With hiring on hiatus
Work, it’s been said, saves us from three great evils: boredom, vice and need. But for nearly two years, the salvation of gainful employment has eluded a large chunk of North Carolina’s labor force. The jobless rate slid into single digits last summer, but not by much, and hasn’t been below 9.5% since January 2009.
The dip, though welcome, didn’t inspire much joy, because it wasn’t caused by a surge in hiring. The number of people employed statewide in November was essentially the same as the previous November — an increase of just 0.1% — but the labor force, which includes people without jobs seeking one, shrank. “The unemployment rate has moved down simply because workers have stopped looking for work and therefore aren’t counted as unemployed,” says Mike Walden, a professor of economics at N.C. State University. “It’s not because we’ve had great job creation — we’ve had anemic job creation.”
The recession and slow recovery have affected the payrolls of companies large and small. Walden says small companies might be suffering more because credit is so tight. Many of them finance expansions with home-equity loans. “With home equity down, that has inhibited small companies. Larger companies have a larger capital base.”
But don’t expect large companies to drive a big jump in employment anytime soon, says Mark Vitner, Charlotte-based senior economist for Wells Fargo & Co. “The larger employers have made more dramatic cuts, and they’ve found they can still do everything they need to do with a smaller work force, so they’re somewhat reluctant to boost employment all that much.”
Some of North Carolina’s largest private-sector employers have scaled back a bit. Retail giant Wal-Mart is still by far the state’s largest, according to Business North Carolina’s annual ranking of the top 100, but it reported a 1% decrease in the number it employs in the state. Three others in the top 10 did, too. Two stayed the same, and four boosted their employment. As a whole, the top 100 companies on this year’s list did better. Total employment was 681,150 — up 2.8% from last year.
Economists say there’s reason to hope for more jobs in 2011. “The whole economic engine in the nation and state is starting to improve,” Walden says. “We’ve had good numbers for factory output. We’ve seen the service sector expand. We’ve seen consumer spending accelerate somewhat. The Federal Reserve is being very aggressive in pumping money into the economy.”
He anticipates a net job gain of at least 50,000 statewide this year but says that’s not much, considering that the recession stole 300,000. The state faces two big headwinds: The housing market is still soft, and consumers, many of whom lost a lot of wealth the past few years, are still trying to pay down debt and only slowly increasing spending.
Vitner, too, is guardedly optimistic about job growth. Corporate profits have been fairly strong, and confidence grows as the recession fades slowly without a double dip. In surveys, employers are showing increased willingness to add workers, but any rise in hiring probably will also reawaken dormant job hunters and increase the labor force, which would prevent dramatic declines in the unemployment rate. It’s even possible that North Carolina’s jobless rate could climb back into double digits in the first half of this year, Vitner says. “The January numbers are going to be very important to look at because they will incorporate some of the new census data, and it’s possible we could see the unemployment rate is much higher than has been reported.”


**The problem:** The answer should consist of each line below that contains the word "chibao".

Element data from apps and pages:
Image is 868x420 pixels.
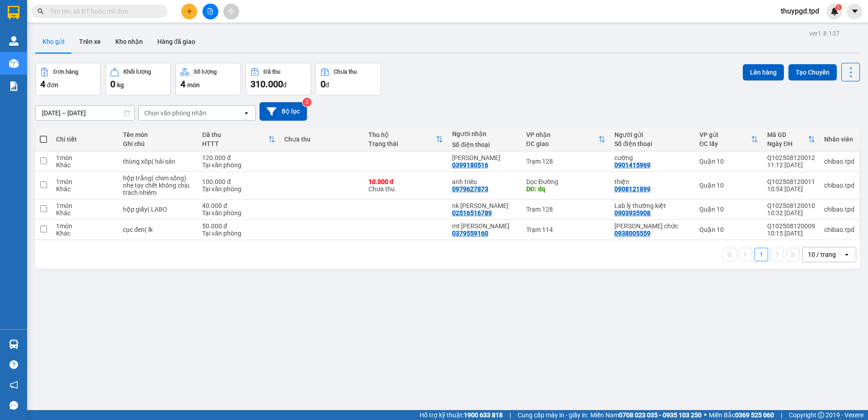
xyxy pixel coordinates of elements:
span: 0 [321,79,325,90]
span: ⚪️ [704,413,706,417]
button: Hàng đã giao [150,31,203,53]
div: Số điện thoại [452,141,517,148]
div: minh phát [452,154,517,162]
div: cường [614,154,690,162]
div: Trạm 128 [527,158,606,165]
div: Ghi chú [123,140,193,147]
button: Kho gửi [35,31,72,53]
svg: open [243,110,250,117]
span: đ [325,81,329,88]
div: Đã thu [264,69,280,75]
span: món [187,81,200,88]
div: VP gửi [699,131,751,138]
span: 310.000 [251,79,283,90]
div: Ngày ĐH [767,140,808,147]
img: icon-new-feature [830,7,839,16]
th: Toggle SortBy [695,127,763,151]
div: 1 món [56,154,114,162]
button: Bộ lọc [260,102,307,121]
button: file-add [203,4,218,19]
div: Người nhận [452,130,517,138]
div: Trạm 114 [527,226,606,233]
div: Tại văn phòng [202,185,275,193]
button: aim [223,4,239,19]
th: Toggle SortBy [364,127,447,151]
img: warehouse-icon [9,36,19,45]
span: kg [117,81,124,88]
div: Mã GD [767,131,808,138]
span: thuypgd.tpd [773,5,826,17]
span: 1 [837,4,840,10]
div: Khác [56,162,114,169]
button: Chưa thu0đ [316,63,381,95]
div: anh triêu [452,178,517,185]
div: 0979627873 [452,185,488,193]
div: Tại văn phòng [202,162,275,169]
div: nk lê anh [452,202,517,209]
div: ver 1.8.137 [809,29,839,38]
div: Số điện thoại [614,140,690,147]
div: Khác [56,209,114,217]
div: 100.000 đ [202,178,275,185]
div: bùi thị chức [614,223,690,230]
img: warehouse-icon [9,340,19,349]
div: Q102508120010 [767,202,815,209]
div: chibao.tpd [824,226,854,233]
div: 0903935908 [614,209,651,217]
strong: 1900 633 818 [464,412,502,419]
div: 50.000 đ [202,223,275,230]
span: notification [10,380,18,389]
div: chibao.tpd [824,182,854,189]
div: 10:54 [DATE] [767,185,815,193]
div: mt lê phong [452,223,517,230]
span: message [10,401,18,410]
div: Chưa thu [334,69,356,75]
div: Đã thu [202,131,268,138]
div: chibao.tpd [824,206,854,213]
button: caret-down [847,4,863,19]
span: question-circle [10,360,18,369]
div: Chọn văn phòng nhận [144,108,206,117]
div: HTTT [202,140,268,147]
div: 120.000 đ [202,154,275,162]
span: | [781,410,782,420]
div: Chưa thu [369,178,443,193]
button: Khối lượng0kg [105,63,171,95]
span: copyright [818,412,824,418]
div: 1 món [56,178,114,185]
svg: open [843,251,850,258]
div: chibao.tpd [824,158,854,165]
button: Tạo Chuyến [788,64,837,80]
button: Kho nhận [108,31,150,53]
th: Toggle SortBy [763,127,819,151]
span: search [38,8,44,14]
span: Hỗ trợ kỹ thuật: [419,410,502,420]
div: Chưa thu [284,136,359,143]
div: Q102508120011 [767,178,815,185]
div: 11:12 [DATE] [767,162,815,169]
div: hộp trắng( chim sống) nhẹ tay chết không chịu trách nhiêm [123,175,193,196]
span: Miền Nam [590,410,702,420]
div: thiện [614,178,690,185]
span: đơn [47,81,58,88]
button: 1 [754,248,768,261]
th: Toggle SortBy [522,127,610,151]
strong: 0369 525 060 [735,412,774,419]
span: caret-down [850,7,859,16]
div: 1 món [56,223,114,230]
div: Tại văn phòng [202,209,275,217]
div: Đơn hàng [53,69,78,75]
input: Tìm tên, số ĐT hoặc mã đơn [50,6,156,16]
div: Nhân viên [824,136,854,143]
div: 1 món [56,202,114,209]
div: 10.000 đ [369,178,443,185]
div: Khác [56,185,114,193]
span: Miền Bắc [709,410,774,420]
span: đ [283,81,286,88]
span: 4 [40,79,45,90]
button: plus [181,4,197,19]
div: Khối lượng [123,69,151,75]
img: solution-icon [9,81,19,91]
strong: 0708 023 035 - 0935 103 250 [619,412,702,419]
div: ĐC giao [527,140,599,147]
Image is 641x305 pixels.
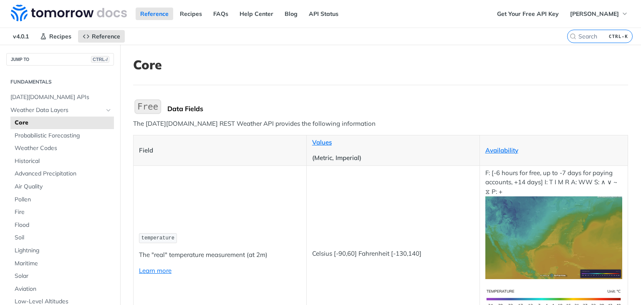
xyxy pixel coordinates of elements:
a: Blog [280,8,302,20]
h2: Fundamentals [6,78,114,86]
span: Expand image [485,233,622,241]
a: Availability [485,146,518,154]
img: Tomorrow.io Weather API Docs [11,5,127,21]
span: Weather Codes [15,144,112,152]
a: Soil [10,231,114,244]
p: (Metric, Imperial) [312,153,474,163]
span: Fire [15,208,112,216]
span: [PERSON_NAME] [570,10,619,18]
p: Field [139,146,301,155]
a: [DATE][DOMAIN_NAME] APIs [6,91,114,103]
svg: Search [569,33,576,40]
span: Soil [15,233,112,242]
p: The "real" temperature measurement (at 2m) [139,250,301,259]
span: temperature [141,235,174,241]
a: Pollen [10,193,114,206]
span: [DATE][DOMAIN_NAME] APIs [10,93,112,101]
a: Aviation [10,282,114,295]
span: Weather Data Layers [10,106,103,114]
a: Flood [10,219,114,231]
button: [PERSON_NAME] [565,8,632,20]
span: Historical [15,157,112,165]
a: Maritime [10,257,114,269]
a: Fire [10,206,114,218]
span: Air Quality [15,182,112,191]
span: Maritime [15,259,112,267]
span: Advanced Precipitation [15,169,112,178]
p: F: [-6 hours for free, up to -7 days for paying accounts, +14 days] I: T I M R A: WW S: ∧ ∨ ~ ⧖ P: + [485,168,622,279]
a: Historical [10,155,114,167]
a: Air Quality [10,180,114,193]
kbd: CTRL-K [607,32,630,40]
span: Pollen [15,195,112,204]
span: CTRL-/ [91,56,109,63]
span: Reference [92,33,120,40]
a: Weather Codes [10,142,114,154]
a: Learn more [139,266,171,274]
p: Celsius [-90,60] Fahrenheit [-130,140] [312,249,474,258]
span: Recipes [49,33,71,40]
span: v4.0.1 [8,30,33,43]
a: Probabilistic Forecasting [10,129,114,142]
a: Lightning [10,244,114,257]
a: API Status [304,8,343,20]
p: The [DATE][DOMAIN_NAME] REST Weather API provides the following information [133,119,628,128]
a: FAQs [209,8,233,20]
span: Aviation [15,285,112,293]
div: Data Fields [167,104,628,113]
h1: Core [133,57,628,72]
a: Solar [10,269,114,282]
span: Probabilistic Forecasting [15,131,112,140]
a: Help Center [235,8,278,20]
a: Get Your Free API Key [492,8,563,20]
button: JUMP TOCTRL-/ [6,53,114,65]
span: Solar [15,272,112,280]
a: Recipes [175,8,207,20]
span: Core [15,118,112,127]
button: Hide subpages for Weather Data Layers [105,107,112,113]
a: Values [312,138,332,146]
a: Core [10,116,114,129]
span: Flood [15,221,112,229]
a: Reference [136,8,173,20]
a: Recipes [35,30,76,43]
span: Expand image [485,294,622,302]
a: Reference [78,30,125,43]
a: Weather Data LayersHide subpages for Weather Data Layers [6,104,114,116]
a: Advanced Precipitation [10,167,114,180]
span: Lightning [15,246,112,254]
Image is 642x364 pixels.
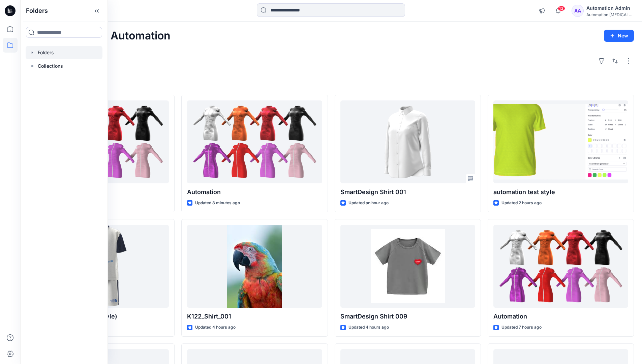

**Problem solution:**
div: chibao.tpd [824,226,854,233]
div: chibao.tpd [824,182,854,189]
div: chibao.tpd [824,206,854,213]
div: chibao.tpd [824,158,854,165]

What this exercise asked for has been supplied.